When the Thread Doesn’t Unravel

“A friend is someone who knows all about you and still loves you.”

Elbert Hubbard

I have a friend named Tracy. I met her in elementary school, which means I've known her for thirty years.

We met on bus 316. Same neighborhood, same schools, the kind of friendship that started because we were in the same place at the same time. I was about your age now, Lyla. It’s wild to think that the friendships you're making right now could last into your 40s and probably far beyond.

That proximity lasted through elementary, middle, and high school. Then I left for college, and the proximity ended. But the friendship didn't.

Most of my friendships have been proximity-based. The people I saw in class, at work, in the same city at the same time. When I moved from Garland to Austin, then to Chicago, and now Dallas, those friendships mostly faded. Not out of malice or neglect, but because life fills in the gaps with new routines and new faces. If you don't intentionally make time, the thread just unravels.

But Tracy is different. We never went to the same college. Despite her living all over the country, we never lived in the same place again. She never lived in Chicago. She doesn't live in Dallas now. We don't even talk on the phone anymore—just text a handful of times throughout the year. Our friendship needs have changed. We both have our own families now. We've both found our own ways to belong in our own worlds.

And yet, she's still here, or at least there. Still choosing to stay connected despite not needing to. Because that's the thing: normally, this is when friendships fade completely. Not because anything happened, but because our lives aren't connected enough to force us to stay in touch. But we're still making the effort. That's the choice part. That's what makes it rare.

I remember one night early on in Chicago. I'd gone to a work event in Wrigleyville, trying to do the thing you're supposed to do when you move somewhere new, where you show up and network and act like you belong. But I didn't belong yet. I didn't even know the streets or the intersections. I was walking back alone, slightly drunk in that way where your guard drops and the reality hits harder than you'd like—the loneliness of being in a new city with no real friends yet. So I called Tracy.

I don't remember what we talked about. I wish I could. But I remember what it felt like after I hung up: despite actually being alone on that street, I wasn't alone. Despite having no friends in Chicago, I had really great friends. She was a thousand miles away, but calling her was like calling comfort. Not just someone I knew, but someone who made me feel like I belonged, even when I didn't belong anywhere yet.

Tracy knows my humor. The humor you know now, Lyla, but that I let so few people see. The kind that goes too far, that lingers too long, that draws rejection. The kind that can push people away.

But she never got pushed away.

Once, years ago, she called me out. "Sometimes you act like you're slow, but I know you're not. What’s the deal?"

It was the kind of thing that could've stung. But the way she said it (direct, curious, not mean) made me realize she wasn't annoyed. She was seeing me and simultaneously teaching me about myself.

She's one of the first people who wasn’t a family member who saw exactly who I was.

Tracy has seen me at my most awkward. The teenage years when I didn't know how to be a person yet. The drunk calls from Chicago. The humor that goes too far. When I was young, one April Fools, I "pranked" her by saying I'd been in a bad car accident. She was genuinely concerned, as good friends are, and I let her stay concerned for just a bit too long before telling her the truth. It was harmless in the long run, but completely unnecessary and emotionally distressing when it didn't need to be. But she forgave me, and now we laugh about it. More importantly, she just kept showing up.

And here's what I've learned: someone almost always gives more in a friendship. Tracy has given more. She's the one who kept reaching out when I got caught up in new places and new people. She's the one who made the effort when it would've been easier to let the thread unravel.

I'm grateful for it.

It's been amazing to watch you interact with Tracy's kids, Lyla. You want to join when she’s in town, and we meet up. Her kids have no reason to show interest in you—they only see you every few years—but they do. They ask you questions. They engage like they know you well. There's something natural there, something comforting that her kids seem to have inherited from her.

The fact that the care we have for each other has grown to include care for each other's families? That's beautiful to me. That's what happens when a friendship lasts long enough: it multiplies.

Tracy has this way of making people feel safe. Her kids have it too. And watching you experience that same comfort I felt on that Chicago street reminds me why friendships like this matter.

Friendships like this are rare, Lyla. The kind where someone chooses you when they don't have to. Where distance doesn't matter because the connection does. Where you can be fully yourself (the weird, too-much, slightly embarrassing parts) and still feel safe.

Don't be afraid or angry if you need to give more in a friendship. And be incredibly grateful if the other person is giving more.

If you find someone like that, someone who chooses you when they don't have to, who sees all of you and doesn't leave, hold on to them. That's the rare thing. That's the gift.

And if you can be that person for someone else? Be that person.

Because I think about that walk in Chicago sometimes. How alone I felt, and how not-alone I felt at the same time. How Tracy picked up the phone even though she was a thousand miles away. How she's been picking up the phone, in one way or another, for thirty years.

Even now, when we only text a few times a year, she's still choosing to stay. And I'm still grateful.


PROBLEM |
Retrieve every line of the data holding the word "item".
─── EXERCISE INPUT ───
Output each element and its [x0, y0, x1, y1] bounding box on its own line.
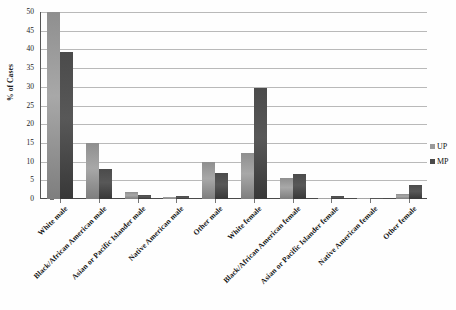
bar-mp[interactable] — [99, 169, 112, 199]
bar-group — [235, 12, 274, 199]
bar-group — [80, 12, 119, 199]
bar-group — [273, 12, 312, 199]
y-tick-label: 0 — [14, 195, 34, 203]
bar-mp[interactable] — [138, 195, 151, 199]
y-tick-label: 40 — [14, 46, 34, 54]
legend-item-mp[interactable]: MP — [430, 154, 456, 169]
bar-mp[interactable] — [60, 52, 73, 199]
bar-mp[interactable] — [409, 185, 422, 199]
y-tick-label: 50 — [14, 8, 34, 16]
chart-legend: UP MP — [430, 139, 456, 169]
y-tick-label: 20 — [14, 120, 34, 128]
bar-up[interactable] — [280, 178, 293, 199]
y-tick-label: 5 — [14, 177, 34, 185]
y-axis-tick-labels: 05101520253035404550 — [14, 12, 34, 199]
legend-label-up: UP — [437, 143, 447, 151]
bar-group — [157, 12, 196, 199]
bar-up[interactable] — [47, 12, 60, 199]
bar-group — [41, 12, 80, 199]
bar-up[interactable] — [241, 153, 254, 199]
bar-mp[interactable] — [331, 196, 344, 199]
bar-mp[interactable] — [293, 174, 306, 199]
bar-up[interactable] — [202, 162, 215, 199]
plot-area — [40, 12, 427, 199]
mp-swatch-icon — [430, 159, 435, 164]
bar-group — [196, 12, 235, 199]
bar-mp[interactable] — [176, 196, 189, 199]
bar-up[interactable] — [318, 198, 331, 199]
bar-group — [118, 12, 157, 199]
bar-chart: % of Cases 05101520253035404550 White ma… — [0, 0, 456, 310]
bar-group — [312, 12, 351, 199]
bar-group — [351, 12, 390, 199]
bars-layer — [41, 12, 427, 199]
legend-item-up[interactable]: UP — [430, 139, 456, 154]
up-swatch-icon — [430, 144, 435, 149]
y-tick-label: 25 — [14, 102, 34, 110]
y-tick-label: 35 — [14, 64, 34, 72]
y-tick-label: 15 — [14, 139, 34, 147]
bar-group — [389, 12, 428, 199]
bar-mp[interactable] — [370, 198, 383, 199]
bar-up[interactable] — [396, 194, 409, 199]
y-tick-label: 45 — [14, 27, 34, 35]
bar-up[interactable] — [86, 143, 99, 199]
bar-mp[interactable] — [215, 173, 228, 199]
bar-mp[interactable] — [254, 88, 267, 199]
bar-up[interactable] — [357, 198, 370, 199]
legend-label-mp: MP — [437, 158, 449, 166]
y-tick-label: 30 — [14, 83, 34, 91]
bar-up[interactable] — [163, 197, 176, 199]
bar-up[interactable] — [125, 192, 138, 199]
y-tick-label: 10 — [14, 158, 34, 166]
x-axis-tick-labels: White maleBlack/African American maleAsi… — [40, 200, 427, 308]
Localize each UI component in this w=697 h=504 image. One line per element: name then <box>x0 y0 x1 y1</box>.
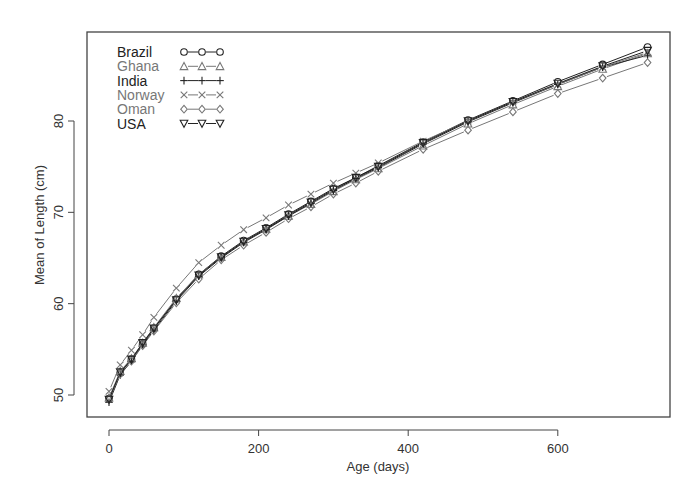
x-marker-icon <box>139 331 146 338</box>
plus-marker-icon <box>198 77 206 85</box>
x-marker-icon <box>195 259 202 266</box>
plus-marker-icon <box>216 77 224 85</box>
y-tick-label: 80 <box>51 114 66 128</box>
series-line-segment <box>157 302 174 324</box>
series-line-segment <box>337 181 351 189</box>
series-ghana <box>105 50 651 401</box>
diamond-marker-icon <box>644 59 651 67</box>
diamond-marker-icon <box>181 105 188 113</box>
x-marker-icon <box>173 285 180 292</box>
x-marker-icon <box>240 226 247 233</box>
series-oman <box>106 59 651 404</box>
series-line-segment <box>157 304 174 325</box>
triangle-marker-icon <box>198 63 206 70</box>
x-marker-icon <box>199 92 206 99</box>
series-line-segment <box>607 56 643 66</box>
series-line-segment <box>517 84 554 100</box>
series-line-segment <box>179 278 195 295</box>
x-tick-label: 400 <box>397 441 419 456</box>
series-line-segment <box>248 230 263 238</box>
series-line-segment <box>315 193 330 201</box>
circle-marker-icon <box>199 49 206 56</box>
series-line-segment <box>562 69 598 83</box>
triangle-down-marker-icon <box>644 47 652 54</box>
series-line-segment <box>225 245 240 255</box>
series-line-segment <box>315 185 329 192</box>
series-usa <box>105 47 651 403</box>
x-marker-icon <box>263 215 270 222</box>
triangle-marker-icon <box>180 63 188 70</box>
line-chart: 0200400600 50607080 Age (days) Mean of L… <box>0 0 697 504</box>
plus-marker-icon <box>180 77 188 85</box>
series-line-segment <box>270 207 285 215</box>
plot-frame <box>87 32 670 417</box>
diamond-marker-icon <box>199 105 206 113</box>
y-tick-label: 50 <box>51 388 66 402</box>
legend-label: USA <box>117 116 146 132</box>
x-tick-label: 0 <box>105 441 112 456</box>
series-india <box>105 51 651 406</box>
series-line-segment <box>382 148 419 167</box>
series-line-segment <box>179 282 195 299</box>
x-marker-icon <box>128 347 135 354</box>
x-axis-title: Age (days) <box>347 459 410 474</box>
y-axis-title: Mean of Length (cm) <box>32 165 47 285</box>
series-line-segment <box>382 145 419 165</box>
diamond-marker-icon <box>555 90 562 98</box>
series-line-segment <box>315 192 330 200</box>
triangle-marker-icon <box>216 63 224 70</box>
x-marker-icon <box>181 92 188 99</box>
series-line-segment <box>472 105 509 121</box>
y-tick-label: 60 <box>51 296 66 310</box>
series-line-segment <box>248 231 263 239</box>
legend: BrazilGhanaIndiaNorwayOmanUSA <box>117 44 224 132</box>
series-line-segment <box>202 248 217 260</box>
x-marker-icon <box>218 242 225 249</box>
series-line-segment <box>517 88 554 103</box>
x-marker-icon <box>308 191 315 198</box>
triangle-down-marker-icon <box>198 120 206 127</box>
triangle-down-marker-icon <box>216 120 224 127</box>
series-line-segment <box>472 106 509 122</box>
series-line-segment <box>562 68 598 82</box>
x-tick-label: 600 <box>547 441 569 456</box>
y-axis: 50607080 <box>51 114 74 402</box>
circle-marker-icon <box>181 49 188 56</box>
triangle-down-marker-icon <box>180 120 188 127</box>
series-line-segment <box>270 217 285 226</box>
series-line-segment <box>157 304 174 326</box>
series-line-segment <box>157 306 174 327</box>
series-line-segment <box>427 123 464 141</box>
series-line-segment <box>157 292 174 314</box>
series-norway <box>106 49 651 394</box>
series-line-segment <box>607 52 643 65</box>
series-line-segment <box>427 124 464 142</box>
series-line-segment <box>293 196 307 203</box>
series-line-segment <box>225 232 240 242</box>
diamond-marker-icon <box>217 105 224 113</box>
series-line-segment <box>248 220 262 228</box>
series-brazil <box>106 44 651 402</box>
x-axis: 0200400600 <box>105 430 568 456</box>
x-marker-icon <box>151 314 158 321</box>
circle-marker-icon <box>217 49 224 56</box>
x-marker-icon <box>285 202 292 209</box>
x-tick-label: 200 <box>248 441 270 456</box>
series-line-segment <box>382 143 419 161</box>
diamond-marker-icon <box>510 108 517 116</box>
series-line-segment <box>472 104 509 120</box>
diamond-marker-icon <box>599 74 606 82</box>
y-tick-label: 70 <box>51 205 66 219</box>
series-line-segment <box>202 260 217 273</box>
legend-item-usa: USA <box>117 116 224 132</box>
series-line-segment <box>292 205 307 213</box>
series-line-segment <box>562 80 598 93</box>
series-line-segment <box>382 146 419 166</box>
x-marker-icon <box>217 92 224 99</box>
series-line-segment <box>202 261 217 274</box>
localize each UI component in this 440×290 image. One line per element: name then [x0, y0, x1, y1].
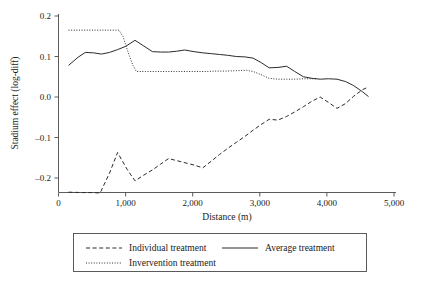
legend-entries: Individual treatmentAverage treatmentInv…	[86, 243, 335, 268]
legend-label: Invervention treatment	[129, 258, 216, 268]
stadium-effect-line-chart: 0.20.10.0–0.1–0.2 01,0002,0003,0004,0005…	[0, 0, 440, 290]
chart-figure: 0.20.10.0–0.1–0.2 01,0002,0003,0004,0005…	[0, 0, 440, 290]
series-line-average-treatment	[69, 40, 369, 96]
x-tick-label: 1,000	[115, 198, 136, 208]
x-axis-title: Distance (m)	[202, 212, 251, 223]
y-tick-label: 0.1	[40, 52, 51, 62]
x-tick-label: 3,000	[250, 198, 271, 208]
legend-label: Average treatment	[265, 243, 335, 253]
y-tick-label: 0.2	[40, 11, 51, 21]
legend-label: Individual treatment	[129, 243, 207, 253]
series-line-individual-treatment	[69, 87, 369, 193]
y-axis-ticks: 0.20.10.0–0.1–0.2	[34, 11, 58, 183]
series-line-invervention-treatment	[69, 30, 318, 79]
y-tick-label: –0.1	[34, 133, 51, 143]
x-tick-label: 4,000	[317, 198, 338, 208]
x-tick-label: 5,000	[384, 198, 405, 208]
series-group	[69, 30, 369, 193]
y-tick-label: –0.2	[34, 173, 51, 183]
x-tick-label: 0	[56, 198, 61, 208]
x-axis-ticks: 01,0002,0003,0004,0005,000	[56, 193, 404, 209]
y-axis-title: Stadium effect (log-diff)	[10, 56, 21, 149]
x-tick-label: 2,000	[183, 198, 204, 208]
y-tick-label: 0.0	[40, 92, 52, 102]
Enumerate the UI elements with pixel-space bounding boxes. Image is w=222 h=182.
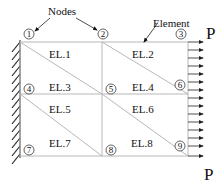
load-label-bottom: P xyxy=(204,165,213,182)
svg-text:6: 6 xyxy=(178,80,183,90)
node-1: 1 xyxy=(24,29,34,39)
node-6: 6 xyxy=(175,80,185,90)
node-8: 8 xyxy=(106,145,116,155)
element-label-2: EL.2 xyxy=(132,48,154,60)
fixed-support-hatching xyxy=(12,40,20,164)
nodes-callout-label: Nodes xyxy=(48,5,76,17)
fem-diagram: Nodes Element P P 1 2 3 4 5 6 xyxy=(0,0,222,182)
svg-text:5: 5 xyxy=(109,84,114,94)
node-5: 5 xyxy=(106,84,116,94)
mesh-grid xyxy=(20,42,188,156)
node-7: 7 xyxy=(24,145,34,155)
callout-leaders xyxy=(35,18,157,42)
distributed-load-arrows xyxy=(188,42,203,156)
element-label-4: EL.4 xyxy=(132,81,154,93)
element-label-6: EL.6 xyxy=(132,103,154,115)
node-3: 3 xyxy=(176,29,186,39)
svg-text:2: 2 xyxy=(101,29,106,39)
svg-text:8: 8 xyxy=(109,145,114,155)
element-label-8: EL.8 xyxy=(131,137,153,149)
element-label-1: EL.1 xyxy=(49,48,71,60)
svg-text:9: 9 xyxy=(178,141,183,151)
element-label-3: EL.3 xyxy=(49,81,71,93)
element-callout-label: Element xyxy=(153,17,190,29)
svg-text:7: 7 xyxy=(27,145,32,155)
element-label-7: EL.7 xyxy=(49,137,71,149)
element-label-5: EL.5 xyxy=(49,103,71,115)
node-9: 9 xyxy=(175,141,185,151)
svg-text:3: 3 xyxy=(179,29,184,39)
node-2: 2 xyxy=(98,29,108,39)
node-4: 4 xyxy=(24,84,34,94)
svg-text:1: 1 xyxy=(27,29,32,39)
load-label-top: P xyxy=(206,24,215,43)
svg-text:4: 4 xyxy=(27,84,32,94)
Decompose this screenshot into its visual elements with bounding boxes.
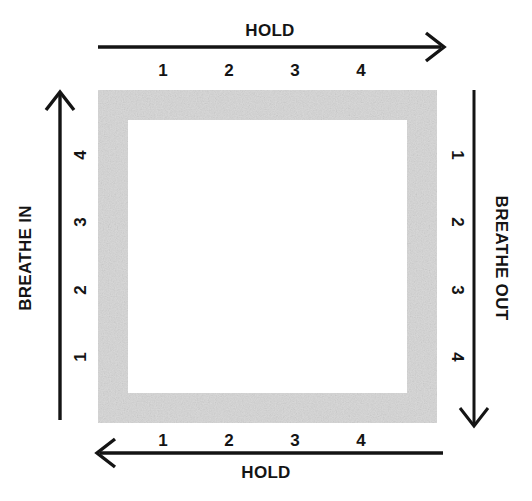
bottom-count-4: 4 (356, 432, 365, 449)
bottom-count-3: 3 (290, 432, 299, 449)
right-count-3: 3 (449, 285, 466, 294)
left-axis-arrow (46, 92, 74, 420)
right-count-4: 4 (449, 352, 466, 361)
top-count-2: 2 (224, 62, 233, 79)
left-count-4: 4 (72, 150, 89, 159)
top-phase-label-hold: HOLD (245, 22, 294, 39)
left-count-3: 3 (72, 217, 89, 226)
bottom-phase-label-hold: HOLD (241, 464, 290, 481)
breathing-box-frame (98, 90, 437, 423)
left-count-2: 2 (72, 285, 89, 294)
bottom-count-2: 2 (224, 432, 233, 449)
right-phase-label-breathe-out: BREATHE OUT (493, 196, 510, 321)
box-breathing-diagram: HOLD HOLD BREATHE IN BREATHE OUT 1 2 3 4… (0, 0, 532, 501)
right-axis-arrow (460, 90, 488, 426)
left-phase-label-breathe-in: BREATHE IN (17, 205, 34, 311)
top-count-4: 4 (356, 62, 365, 79)
diagram-canvas (0, 0, 532, 501)
right-count-1: 1 (449, 150, 466, 159)
top-count-3: 3 (290, 62, 299, 79)
bottom-count-1: 1 (158, 432, 167, 449)
left-count-1: 1 (72, 352, 89, 361)
box-inner-rect (128, 120, 407, 393)
top-count-1: 1 (158, 62, 167, 79)
right-count-2: 2 (449, 217, 466, 226)
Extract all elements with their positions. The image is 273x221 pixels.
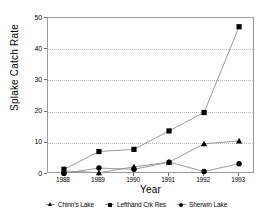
y-axis-tick-label: 30 bbox=[26, 76, 42, 83]
x-axis-tick-label: 1988 bbox=[48, 176, 78, 183]
y-axis-tick-label: 40 bbox=[26, 45, 42, 52]
x-axis-tick-label: 1992 bbox=[188, 176, 218, 183]
circle-marker-icon bbox=[166, 159, 171, 164]
series-sherwin-lake bbox=[61, 159, 242, 176]
series-layer bbox=[48, 18, 255, 174]
x-axis-tick-label: 1993 bbox=[223, 176, 253, 183]
legend-item[interactable]: Lefthand Crk Res bbox=[105, 201, 166, 208]
legend-label: Sherwin Lake bbox=[189, 201, 227, 208]
x-axis-tick-label: 1990 bbox=[118, 176, 148, 183]
chart-legend: Chinn's LakeLefthand Crk ResSherwin Lake bbox=[0, 201, 273, 208]
square-marker-icon bbox=[201, 110, 206, 115]
y-axis-tick-label: 10 bbox=[26, 138, 42, 145]
legend-item[interactable]: Chinn's Lake bbox=[46, 201, 94, 208]
circle-marker-icon bbox=[236, 161, 241, 166]
y-axis-tick-label: 20 bbox=[26, 107, 42, 114]
circle-marker-icon bbox=[61, 171, 66, 176]
plot-area bbox=[47, 17, 254, 173]
x-axis-tick-label: 1991 bbox=[153, 176, 183, 183]
circle-marker-icon bbox=[96, 165, 101, 170]
y-axis-tick-mark bbox=[44, 173, 47, 174]
y-axis-tick-label: 0 bbox=[26, 170, 42, 177]
circle-marker-icon bbox=[201, 169, 206, 174]
triangle-marker-icon bbox=[236, 138, 242, 144]
square-icon bbox=[105, 201, 114, 208]
square-marker-icon bbox=[131, 147, 136, 152]
triangle-icon bbox=[46, 201, 55, 208]
y-axis-tick-label: 50 bbox=[26, 14, 42, 21]
series-line bbox=[64, 27, 239, 170]
circle-marker-icon bbox=[131, 167, 136, 172]
chart-figure: Splake Catch Rate Year 01020304050 19881… bbox=[0, 0, 273, 221]
legend-item[interactable]: Sherwin Lake bbox=[177, 201, 227, 208]
legend-label: Chinn's Lake bbox=[58, 201, 94, 208]
series-line bbox=[64, 141, 239, 173]
square-marker-icon bbox=[236, 24, 241, 29]
legend-label: Lefthand Crk Res bbox=[117, 201, 166, 208]
x-axis-title: Year bbox=[47, 184, 254, 195]
series-line bbox=[64, 162, 239, 173]
square-marker-icon bbox=[166, 128, 171, 133]
y-axis-title: Splake Catch Rate bbox=[9, 8, 20, 128]
x-axis-tick-label: 1989 bbox=[83, 176, 113, 183]
series-lefthand-crk-res bbox=[61, 24, 241, 172]
square-marker-icon bbox=[96, 149, 101, 154]
circle-icon bbox=[177, 201, 186, 208]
───
OUTPUT FOR THIS EXERCISE |
legend-item-mp[interactable]: MP — [430, 154, 456, 169]
legend-item-up[interactable]: UP — [430, 139, 456, 154]
legend-item-usa: USA <box>117 116 224 132</box>
legend-item[interactable]: Lefthand Crk Res bbox=[105, 201, 166, 208]
legend-item[interactable]: Chinn's Lake bbox=[46, 201, 94, 208]
legend-item[interactable]: Sherwin Lake bbox=[177, 201, 227, 208]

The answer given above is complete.